Following the fish: Channel catfish don't take summer vacation

7/2/2004
BY STEVE POLLICK
BLADE OUTDOORS WRITER

Channel catfish are the fish of summer because they do not go on vacation.

Cats seem unaffected by weather fronts, midsummer heat, whatever. Like Old Man River, they just keep rolling. And eating. So they are available when you go on vacation.

You can run into them just about anywhere rivers and streams, ponds, stream impoundments, upground reservoirs, and Lake Erie, too.

You can fish for them at dawn, dusk, and by night, and the larger ones are truly jawdroppers in size.

In his later years when the late Jim Fofrich Sr., the legendary

Lake Erie guide, talked about memorable firsts, he spoke of Billy Whiskers first.

It was a 35-1/2-inch, 20-pound channel catfish that Fofrich took while casting for walleye north of West Sister Island. It put up a bulldog of a battle that big cats are known for.

Indeed, many Erie walleye anglers have, sooner or later, been retrieving a weight-forward spinner, or a mayfly rig, when suddenly the lure stops and the rod bends in half.

Often it is a five, or six or eightpound channel cat. Trollers, too, not uncommonly will see their triggers tripped by a channel cat. So while they generally are bottom feeders, catfish will suspend and chase

walleye baits.

Lake Erie has a large population of channel cats, but the really big ones seem to come from inland upground reservoirs, said Fred Snyder, Ohio Sea Grant agent for western Lake Erie. Witness the state record, 41-1/2-inches long, 37.65 pounds, taken in 1992

from LaDue Reservoir in Geauga County.

Snyder once served as record fish chairman of the Outdoor Writers of Ohio and during his tenure fielded many applications and queries

involving big catfish. Speaking of whiskers on catfish, Snyder notes that the soft, flexible barbels or whiskers around a cat s mouth do not sting, contrary to some folkloric wisdom.

They are a tremendous sensory organ for taste and smell. Even in the dark when they are swimming along the bottom, if one of those

whiskers just touches a piece of food they just nail it.

What will sting, however, is getting spiked by the sharp spine in the dorsal or back fin, or one of the similar spines in the pectoral fins that grace each side of the body just behind the gills.

Channel cats may not have claws, but they will defensively flick these pain-inducing spines if they are messed with. Handle with care.

Channel catfish are feature fish now, too, because reports of excellent catches are coming from across the region in all types of

water.

Brian Bury, state wildlife officer in Sandusky County, watched one angler take three cats in three casts Tuesday night below Ballville Dam on the Sandusky River at Fremont.

The man had taken 40 to 50 cats in eight hours. For cats, fishing water generally means bottom fishing eddies, bays, and other slower

backwaters. Generally, keeping the bait on the bottom is more

consistently successful, though some fishermen do well catfishing with baits under bobbers.

When it comes to food, catfish are about as finicky as turkey vultures. They will eat just about anything that won t eat them first.

Popular baits include live bluegills (under bobbers), minnows, nightcrawlers, redworms, waxworms, and even artificial spinnerbaits and plugs. Various concocted stinkbaits also are effective, as are chicken livers.

Catfish are good to eat as well, though anglers are cautioned

to pay heed to fish-consumption advisories issued by state health and environmental authorities.

In northwest Ohio, eat no fish of any species caught in the Ottawa River from the I-475 bridge north of Wildwood Preserve Metropark all the way down to the mouth at Maumee Bay. Eat no catfish taken from

the Maumee River from Waterville down to Maumee Bay.

And eat no catfish longer than 16 inches from Lake Erie.

That said, catfish are good to eat, as evidenced by the presence of farm-raised catfish as regular menu items in area restaurants. Sea Grant s Snyder says, For people who like to smoke fish, I d say channel cats are right up there with salmon.

Among favorite catfishing waters in northwest and north-central Ohio are the following: Pleasant Hill, Clear Fork, and Charles Mills reservoirs, all in Richland County, and the region s upground municipal water-supply reservoirs, especially Findlay Nos. 1 and 2,

Bresler near Lima, Veterans Memorial at Fostoria, and at Archbold, Wauseon, and Willard.

The Ohio Division of Wildlife stocks catfish in these bodies every other year. Sandusky Bay and its creeks also are worth trying.

The Maumee River also is a good channel catfish producer, and also is noted for producing monster flathead catfish, a whopping big cousin of the channel cat. A 21-pound, 3-ounce flathead has been confirmed already, and summer has just begun. But that s another story.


> [Task instructions]: Starting with the line that contains "Identify the location", give again exactly and only each line through the end of the records; include the last line and exclude pictures.

> [Exercise data]:
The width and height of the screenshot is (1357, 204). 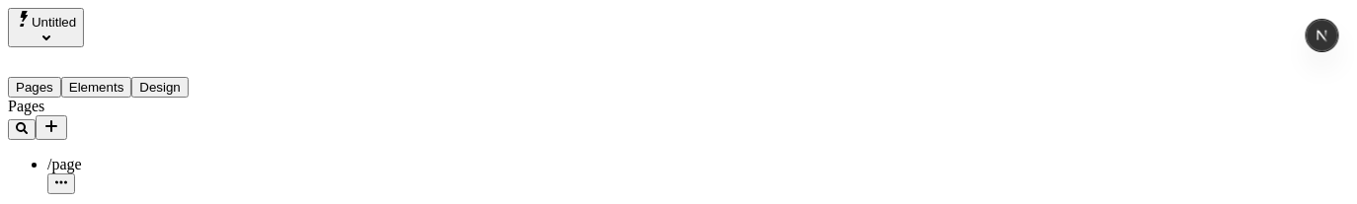 I want to click on button: Select site, so click(x=45, y=28).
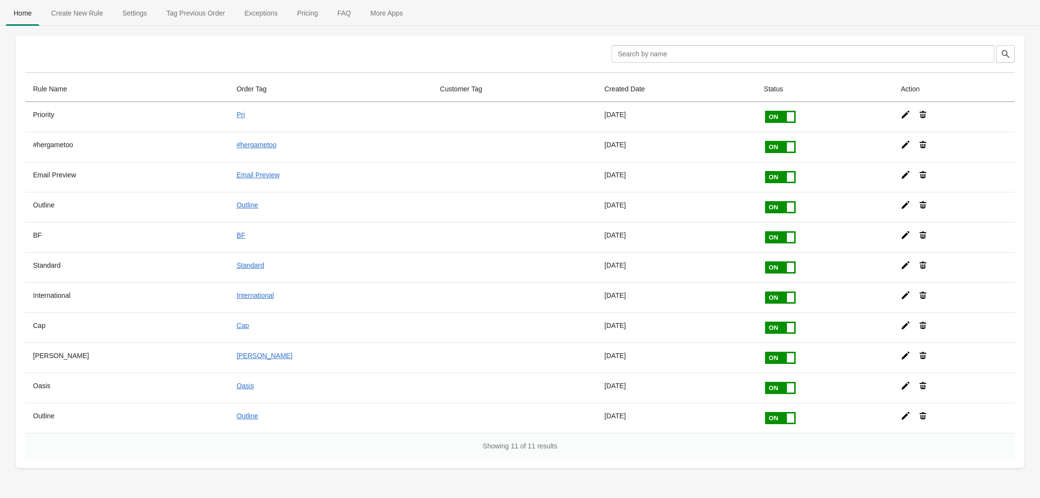 The image size is (1040, 498). What do you see at coordinates (261, 13) in the screenshot?
I see `span: Exceptions` at bounding box center [261, 13].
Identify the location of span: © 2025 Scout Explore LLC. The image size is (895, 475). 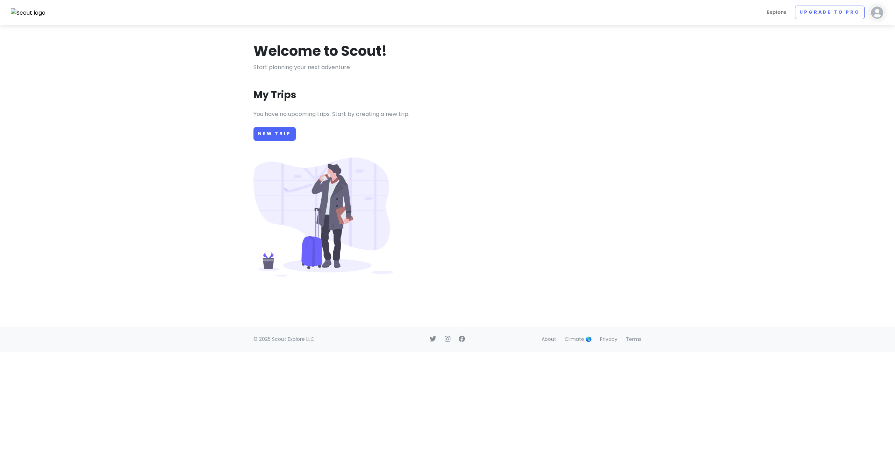
(284, 339).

> [Output of the task]:
Identify the location of span: © 2025 Scout Explore LLC. The image size is (895, 475). 
(284, 339).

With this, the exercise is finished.